A senior lawmaker proposed a controversial piece of legislation on Wednesday that directs NASA to pick a second company to build the agency’s next Moon landers — in addition to Elon Musk’s SpaceX, which was awarded a $2.9 billion NASA contract to build a lander earlier this year. The bill hasn’t passed the full Senate yet, but it marks a new front in an ongoing effort to overturn or rejig NASA’s decision. It also sets up the first political challenge for NASA’s new administrator, former Sen. Bill Nelson.
NASA’s choice of SpaceX last month to build the agency’s first lunar lander since 1972 spawned a wave of opposition from some lawmakers and the two losing companies in the running: Jeff Bezos’ space firm Blue Origin and Dynetics. Those companies lodged formal protests against NASA’s decision, triggering a procedural pause on SpaceX’s new contract. Among other things, the protests maintain that NASA should have picked two firms instead of one.
Amid a lobbying effort from Blue Origin, those calls have found their way into a NASA authorization bill, proposed as an amendment to the Endless Frontier Act by Sen. Maria Cantwell (D-WA), chair of the Senate Commerce Committee overseeing NASA. Cantwell represents Blue Origin’s home state of Washington. Under Cantwell’s language, NASA would be required to reopen the competition within 30 days and allow it to use $10 billion of its budget to pick a second lunar lander provider.

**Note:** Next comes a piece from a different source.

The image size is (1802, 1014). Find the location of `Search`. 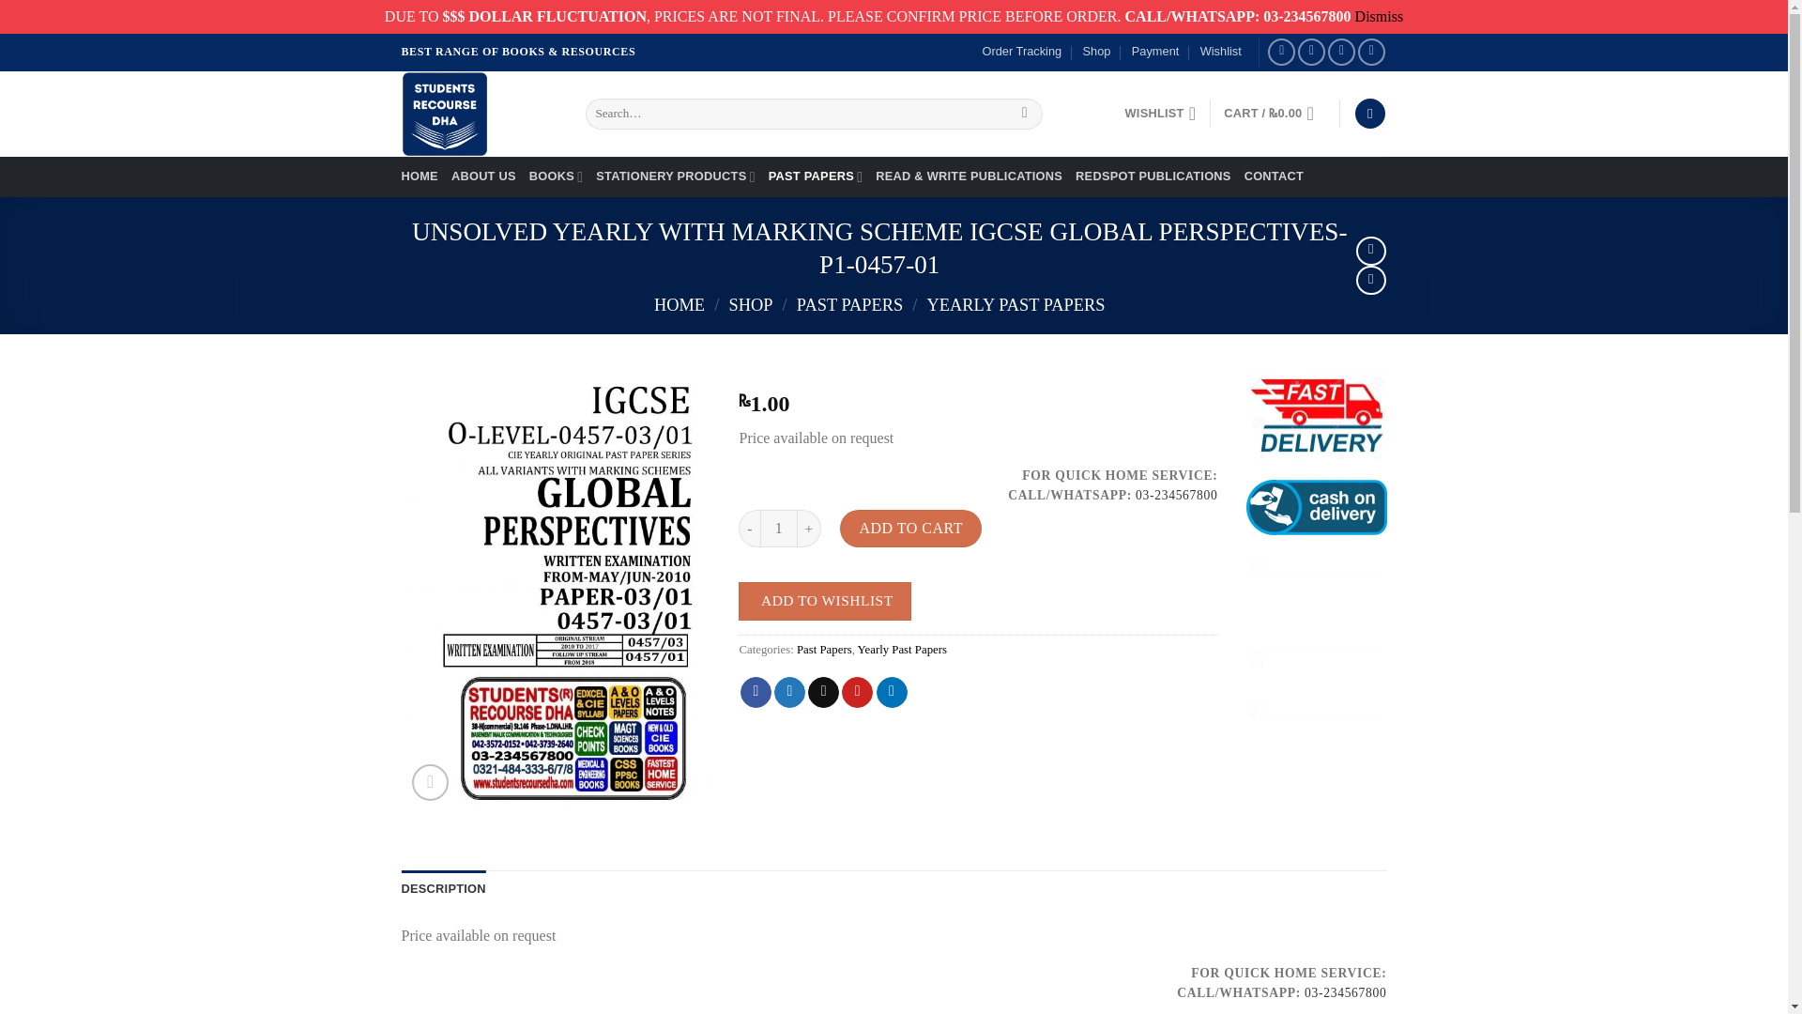

Search is located at coordinates (1024, 113).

Before choosing SpaceX, NASA had been expected to pick two companies, a strategy that guaranteed a backup in case one lander fell behind. But the agency went only with SpaceX — its bid was half of Blue Origin’s — after funding shortfalls from Congress. “It was in NASA’s best interest, along with the budget that was there, for us to award to one,” NASA’s human spaceflight chief, Kathy Lueders, who led the decision to pick SpaceX, said last month.
Simply adding another company to build NASA’s Moon lander, as proposed in Cantwell’s amendment, could run afoul of the existing agreements with SpaceX, agency officials say. “It’s not as simple as picking the next in line,” says one person familiar with the process, speaking anonymously to chat frankly about legal matters. Going through the long and protracted process of picking another company would also endanger NASA’s rush to get to the Moon by 2024, agency staff say. (Blue Origin argues the opposite: that not picking a second company risks the 2024 goal.)
NASA declined to comment on the bill, citing the ongoing litigation from Blue Origin and Dynetics’ protests.
Blue Origin argues NASA can simply add another company, and it’s well within the agency’s ability to do so legally. That’s because, company employees say, SpaceX’s award falls under a kind of research and development category of government contracting that would permit another player to join, unlike more legally rigid contract programs for routine transportation services.
It’s unclear what specific legal jargon could (or could not) permit NASA to pick another company to develop a lunar lander alongside SpaceX. But Cantwell’s proposed amendment aims to assert a straightforward solution.
SpaceX’s $2.9 billion award is for two flights to the Moon using Starship, the company’s fully reusable rocket system that’s still under development in Texas. The first mission would require Starship to make an uncrewed lunar landing, followed by another landing carrying astronauts.